L5

Religious Search Engines

NPR recently featured a story on religiously-specific search engines. These search engines filter all results based on specific religious beliefs. There are currently separate search engines for Muslims, Christians and Jews. Besides the controversy over it being considered censorship, these search engines raise questions on how the returned results are being selected; particularly who is doing the filtering and what criteria is being used.

When a person dies

“When a tiger dies, it leaves its skin behind. When a person dies, he leaves his name behind.” Chinese proverb

As you know, we die someday. We will leave what we had, made and used. Nowadays, we are living on the web as well as physical world. On the web, we not only meet friends and family, also make a new friends. More works are done by and seen on the web. What is not on the web is sometimes regarded as even not existing. Then, what will happen to “my existence on the web” after I died?

Twitter is having a hard time describing itself.

With a 'radical overhaul' of its website, Twitter has to decide how to describe itself. 'Media company' or 'Content Aggregator' or both?

 

Wikipedia Thesaurus Ontology Service

A service that extracts associations and their relationships to entires in Wikipedia, i.e. crawling a wikipedia side an generating tags based on the content. The Platfrom works like a search engine wher users type in a word and an ontology that distinguishes between people, places, labels etc. is displayed.

dev.sigwp.org/WikipediaThesaurusV3/

The vocabulary problem in the wild

To illustrate the point that Bob made in class about tagging and controlled vocabularies, you may want to take a look at SociallyDelicious. Prateek, Yo-Shang and I created this tool last year in IOLab. The main idea is to see show people tag bookmarks in del.icio.us and whether their tagging behavior is influences by their level of expertise.

When was the last time you used a phone book?

This week's New Yorker recently featured an interesting article about phone books. Once a source for information retrieval, "its legitimacy as a reference tool was undermined long ago-- first by 411, then by the Internet and smartphones."

China Requires ID for Cell Phone Number

In an attempt to reduce spam, scams, and the spread of pornography via cell phone, the Chinese government is requiring citizens and visitors to provide identification when purchasing a SIM card. Working with government-control telecom companies, convenience store owners and street vendors, China hopes to organize a system in which all cell phone numbers and SIM cards can be linked to an individual.

Where’s the Rulebook for Sex Verification?

This essay from NYTimes.com poses an interesting question regarding how in the wake of Caster Semenya's gold medal victory at the world track and field chapionships, the International Assoc. of Athletics Federations is struggling to set clear rules for sex typing.

Do pigs go under "food" or under "pets"?

I was reading this article in The New Yorker about a book called "Eating animals" today and something came to my mind. Somehow categories define how we feel. I like eating "pork", but maybe I wouldn't like to eat "pig". We also do not want to have "cow sausages", let's better call them "beef sausages". Why don't we eat "dog" or "cat"? Well... because they are pets, aren't they?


Repeat the data exactly as given below, dropping every picture.
━━━ INPUT DATA
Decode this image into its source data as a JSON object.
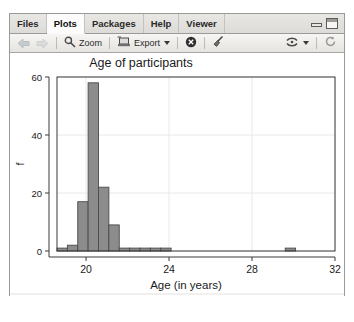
{
  "window": {
    "tabs": [
      {
        "label": "Files",
        "active": false
      },
      {
        "label": "Plots",
        "active": true
      },
      {
        "label": "Packages",
        "active": false
      },
      {
        "label": "Help",
        "active": false
      },
      {
        "label": "Viewer",
        "active": false
      }
    ],
    "controls": {
      "minimize": "minimize-icon",
      "maximize": "maximize-icon"
    }
  },
  "toolbar": {
    "back_icon": "back-arrow-icon",
    "forward_icon": "forward-arrow-icon",
    "zoom_icon": "magnifier-icon",
    "zoom_label": "Zoom",
    "export_icon": "export-icon",
    "export_label": "Export",
    "export_caret": "chevron-down-icon",
    "remove_icon": "remove-plot-icon",
    "clear_icon": "broom-icon",
    "publish_icon": "publish-icon",
    "publish_caret": "chevron-down-icon",
    "refresh_icon": "refresh-icon"
  },
  "chart_data": {
    "type": "bar",
    "title": "Age of participants",
    "xlabel": "Age (in years)",
    "ylabel": "f",
    "xlim": [
      18.6,
      32.0
    ],
    "ylim": [
      0,
      60
    ],
    "xticks": [
      20,
      24,
      28,
      32
    ],
    "yticks": [
      0,
      20,
      40,
      60
    ],
    "grid": true,
    "bin_width": 0.5,
    "bars": [
      {
        "x0": 18.6,
        "x1": 19.1,
        "value": 1
      },
      {
        "x0": 19.1,
        "x1": 19.6,
        "value": 2
      },
      {
        "x0": 19.6,
        "x1": 20.1,
        "value": 17
      },
      {
        "x0": 20.1,
        "x1": 20.6,
        "value": 58
      },
      {
        "x0": 20.6,
        "x1": 21.1,
        "value": 22
      },
      {
        "x0": 21.1,
        "x1": 21.6,
        "value": 9
      },
      {
        "x0": 21.6,
        "x1": 22.1,
        "value": 1
      },
      {
        "x0": 22.1,
        "x1": 22.6,
        "value": 1
      },
      {
        "x0": 22.6,
        "x1": 23.1,
        "value": 1
      },
      {
        "x0": 23.1,
        "x1": 23.6,
        "value": 1
      },
      {
        "x0": 23.6,
        "x1": 24.1,
        "value": 1
      },
      {
        "x0": 29.6,
        "x1": 30.1,
        "value": 1
      }
    ],
    "bar_fill": "#8c8c8c",
    "bar_stroke": "#4a4a4a"
  }
}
━━━━━━
— RESULT FOR THIS TASK —
Decode this image into its source data as a JSON object.
{
  "window": {
    "tabs": [
      {
        "label": "Files",
        "active": false
      },
      {
        "label": "Plots",
        "active": true
      },
      {
        "label": "Packages",
        "active": false
      },
      {
        "label": "Help",
        "active": false
      },
      {
        "label": "Viewer",
        "active": false
      }
    ],
    "controls": {
      "minimize": "minimize-icon",
      "maximize": "maximize-icon"
    }
  },
  "toolbar": {
    "back_icon": "back-arrow-icon",
    "forward_icon": "forward-arrow-icon",
    "zoom_icon": "magnifier-icon",
    "zoom_label": "Zoom",
    "export_icon": "export-icon",
    "export_label": "Export",
    "export_caret": "chevron-down-icon",
    "remove_icon": "remove-plot-icon",
    "clear_icon": "broom-icon",
    "publish_icon": "publish-icon",
    "publish_caret": "chevron-down-icon",
    "refresh_icon": "refresh-icon"
  },
  "chart_data": {
    "type": "bar",
    "title": "Age of participants",
    "xlabel": "Age (in years)",
    "ylabel": "f",
    "xlim": [
      18.6,
      32.0
    ],
    "ylim": [
      0,
      60
    ],
    "xticks": [
      20,
      24,
      28,
      32
    ],
    "yticks": [
      0,
      20,
      40,
      60
    ],
    "grid": true,
    "bin_width": 0.5,
    "bars": [
      {
        "x0": 18.6,
        "x1": 19.1,
        "value": 1
      },
      {
        "x0": 19.1,
        "x1": 19.6,
        "value": 2
      },
      {
        "x0": 19.6,
        "x1": 20.1,
        "value": 17
      },
      {
        "x0": 20.1,
        "x1": 20.6,
        "value": 58
      },
      {
        "x0": 20.6,
        "x1": 21.1,
        "value": 22
      },
      {
        "x0": 21.1,
        "x1": 21.6,
        "value": 9
      },
      {
        "x0": 21.6,
        "x1": 22.1,
        "value": 1
      },
      {
        "x0": 22.1,
        "x1": 22.6,
        "value": 1
      },
      {
        "x0": 22.6,
        "x1": 23.1,
        "value": 1
      },
      {
        "x0": 23.1,
        "x1": 23.6,
        "value": 1
      },
      {
        "x0": 23.6,
        "x1": 24.1,
        "value": 1
      },
      {
        "x0": 29.6,
        "x1": 30.1,
        "value": 1
      }
    ],
    "bar_fill": "#8c8c8c",
    "bar_stroke": "#4a4a4a"
  }
}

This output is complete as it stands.